Epic asks Supreme Court to reject Apple’s appeal

Epic asks – Epic Games has filed a bid to get Apple’s Supreme Court appeal dismissed, arguing two points raised by Apple could unravel the rest of the case. Epic says Apple misreads what the lower courts decided on the anti-steering injunction and incorrectly claims a CAS
The Apple versus Epic saga is headed back to the Supreme Court, and Epic is already asking the justices to slam the door on Apple’s latest move.
Epic Games filed a strong attempt at convincing the Supreme Court to throw the case out entirely. arguing that the two points Apple has brought to the Supreme Court could undo everything that comes after the remainder of the case. Epic’s push arrives as the company “prematurely celebrates its supposed victory. ” even as it continues fighting for the court to dismiss Apple’s arguments.
Apple’s appeal centers on two claims about how the lower courts handled the injunction. First, Apple argues the anti-steering injunction exceeds the scope of the case. Second, Apple says violations of an injunction should be judged by the “letter” of the law rather than its “spirit.”
Epic’s response is blunt: “nuh-uh.” In a filing that lays out its arguments repeatedly over 35 pages in a PDF, Epic contests both of Apple’s framing choices.
On the “spirit” versus “letter” argument, Epic puts forward a version of what the Ninth Circuit actually held. Epic states: “Contrary to Apple’s premise. the Ninth Circuit did not hold Apple in contempt on the theory that the text of the injunction allowed Apple’s commission. but the spirit of the injunction prohibited it.”.
Epic also describes how the original injunction worked in practice. It says the original injunction against Apple pertained to anti-steering practices, and that Apple dismantled those practices as requested. But Epic argues the violation was found not in anti-steering being ignored—rather. in how Apple “enabled steering through a permission structure.”.
Crucially for Epic’s argument. it says the order “mentioned nothing about how much Apple’s commission is. should be. or if it is allowed to charge one.” When Epic says Apple was violated for the newly applied commission. it insists that happened in the “spirit. ” not through some expansion beyond what was written.
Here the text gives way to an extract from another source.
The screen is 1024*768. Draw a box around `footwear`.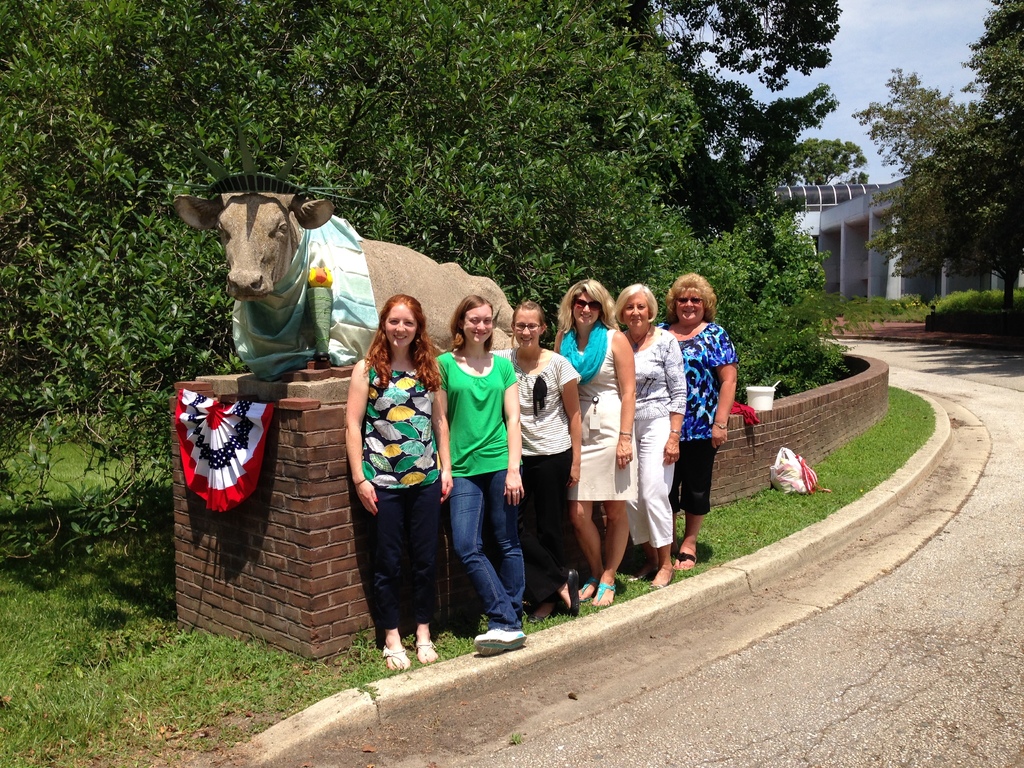
[525, 609, 554, 627].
Apple disputes that reading.
Epic also attacks Apple’s second theme. involving what Epic calls the “CASA exception declaration.” Epic says: “Apple’s contention that the Ninth Circuit created an exception to CASA is inexplicable. The panel held that the ‘test ‘is whether an injunction will offer complete relief to the plaintiffs before the court. ’’ quoting the very test from CASA that Apple insists applies.”.
Here, Epic frames the issue around who the injunction should have covered. Apple argues, according to Epic, that this was not a class action lawsuit, so the original injunction should have included only Epic. Epic says that position is backed by the CASA case.
Epic says Apple is wrong.
The filings leave the immediate outcome with the Supreme Court. Epic says Apple’s arguments don’t hold up; Apple says the lower courts got the injunction wrong on both scope and standards for enforcement. The only certainty is that the justices now have to decide whether Apple’s challenges can undo the remainder of the case.
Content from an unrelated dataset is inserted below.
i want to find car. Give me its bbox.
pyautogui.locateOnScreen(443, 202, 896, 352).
A decision is expected sometime in June at the earliest.
Apple Epic Games Supreme Court appeal anti-steering injunction CASA commission Ninth Circuit spirit vs letter 35-page filing June decision
So Apple is trying to keep the door open at the Supreme Court or something? This is all too much.
I don’t even get the “letter vs spirit” thing. Isn’t it just.. following the rules? If Epic “dismantled” stuff then why are we still here?
Epic keeps saying Apple misreads the lower court, but Apple’s probably like “we did not.” Meanwhile regular people are just trying to buy stuff in Fortnite and don’t care about injunction math or whatever. Sounds like both sides want the Supreme Court to pick winners.
Ninth Circuit this, CAS that, 35 pages PDF… bruh nobody reads it. I’m pretty sure Apple already “won” in the real world by forcing developers to do what they want, and Epic is just mad. Also “anti-steering” sounds like they’re steering you away from something, so idk. Supreme Court better just dismiss the whole thing already.